You can override relay version independently from the locally compiled moqtail library by setting MOQX_RELAY_IMAGE, for example:

MOQX_RELAY_IMAGE=ghcr.io/moqtail/relay:sha-190e502 \
  docker compose -f docker-compose.integration.yml up -d relay

Set a digest-pinned reference for strict reproducibility:

MOQX_RELAY_IMAGE='ghcr.io/moqtail/relay:sha-190e502@sha256:36c929b71140a83158da383721f1d59f199a9f643ab5d033910258f5aa2903ee' \
  docker compose -f docker-compose.integration.yml up -d relay

mix test.integration expects a relay URL and trusted CA path via environment. By default the tests use https://127.0.0.1:4433; set MOQX_EXTERNAL_RELAY_URL and MOQX_RELAY_CACERTFILE if you are using a non-default setup.

When finished locally, tear the relay down with:

docker compose -f docker-compose.integration.yml down --remove-orphans

Local relay TLS

Secure verification is the default in moqx.

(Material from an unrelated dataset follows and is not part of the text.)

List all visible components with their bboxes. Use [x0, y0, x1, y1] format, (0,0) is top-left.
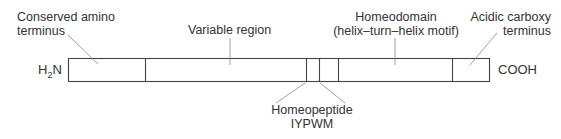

For local development against a relay with self-signed certificates, either configure a trusted local certificate chain or opt into tls: [verify: :insecure] explicitly.

For example, if you already have a local CA PEM for your relay:

MOQX.connect_publisher(
  "https://localhost:4443",
  tls: [cacertfile: "/absolute/path/to/rootCA.pem"]
)

For the best local developer experience, use mkcert to install a local development CA and generate a trusted localhost certificate:

mkcert -install
mkcert -cert-file localhost.pem -key-file localhost-key.pem localhost 127.0.0.1 ::1

Then configure the relay to use file-based TLS, for example:

[server]
listen = "[::]:4443"
tls.cert = ["/absolute/path/to/localhost.pem"]
tls.key = ["/absolute/path/to/localhost-key.pem"]

With that setup, default moqx connections can verify the relay certificate without falling back to verify: :insecure.